At 11:30 am on Thursday, Belizean Rhett Fuller's 15-year fight against extradition to the United States to stand trial for his alleged participation in a 1990 murder in South Beach, Florida, came to end.
Belize's attorney general and minister of foreign affairs Wilfred Elrington on Thursday formally denied the US extradition request following a brief hearing.
Elrington said that he was swayed in his decision by the hardship that Fuller's family would have to endure if he had upheld the extradition order. Fuller is the father of an autistic child.
The US formally made its extradition request in 1998, and Belize's chief magistrate gave the order to proceed in 1999, but Fuller appealed to the Belize Court of Appeal. His appeal was not heard until 2008 and a judgement rendered in 2009 dismissed his appeal. He was subsequently imprisoned.

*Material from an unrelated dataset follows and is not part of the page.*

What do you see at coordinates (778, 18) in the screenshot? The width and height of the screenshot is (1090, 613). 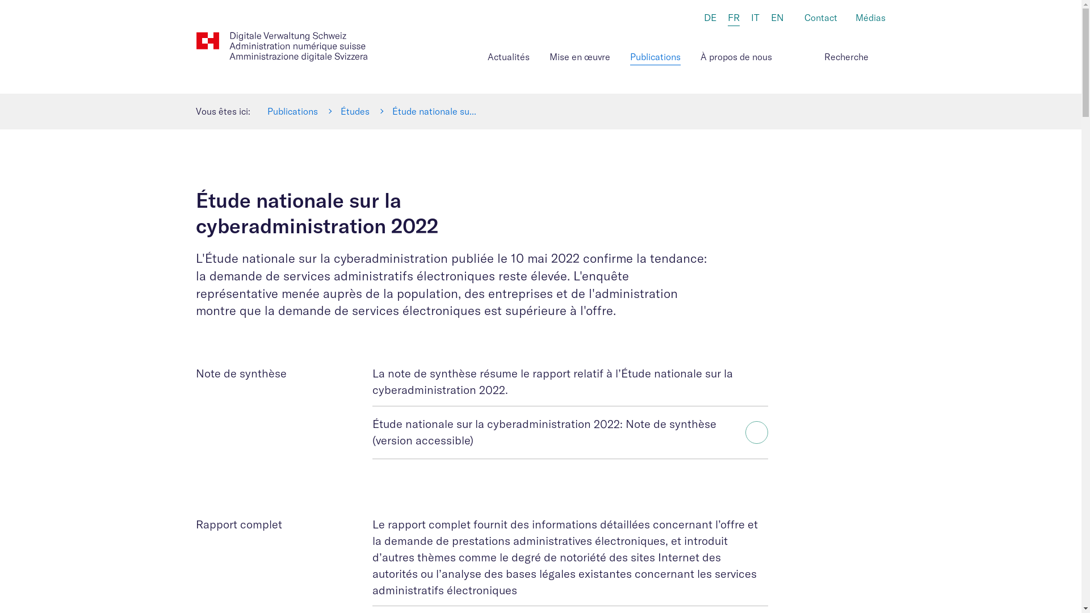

He then appealed to the Judicial Committee of Privy Council in London and that appeal was dismissed in 2011. The Privy Council ruled that the court had no jurisdiction in the matter and only the minister of foreign affairs had the discretion to discharge a person committed in an extradition proceeding on the grounds of abuse of process.
Fuller who had been granted bail by order of the Supreme Court in 2009 while awaiting his appeal to the Privy Council was again remanded to jail.
He then appealed to the minister of foreign affairs but was refused following a hearing later that year so he petitioned the Belize Supreme Court for judicial review of that decision. His application was denied but an application for an appeal of that decision, to the Belize Court of Appeal was sustained.
His second appeal to the Belize Court of Appeal was upheld early last year after his attorney showed in court via cables obtained from the Wikileaks website that the foreign minister had discussed his case with the US embassy in Belize. He was granted a second hearing by the minister of foreign affairs in July 2013 and his decision was rendered on Thursday.
Larry Miller, an American citizen, was shot and killed on March 22, 1990, in Dade County, Florida. A warrant for Fuller's arrest was issued the following day but before he could be apprehended, Fuller, a student at the time, fled to Belize. The US embassy in Belize made a formal request for his extradition on August 17, 1998, and after five court hearings, two tribunal hearings, and several years in jail, Rhett Fuller finally gets to go home.
The case is unique in the annals of Belizean jurisprudence. Fuller's attorney Eamon Courtenay was himself a former foreign minister and attorney general, and is currently the president of the Belize Bar Association.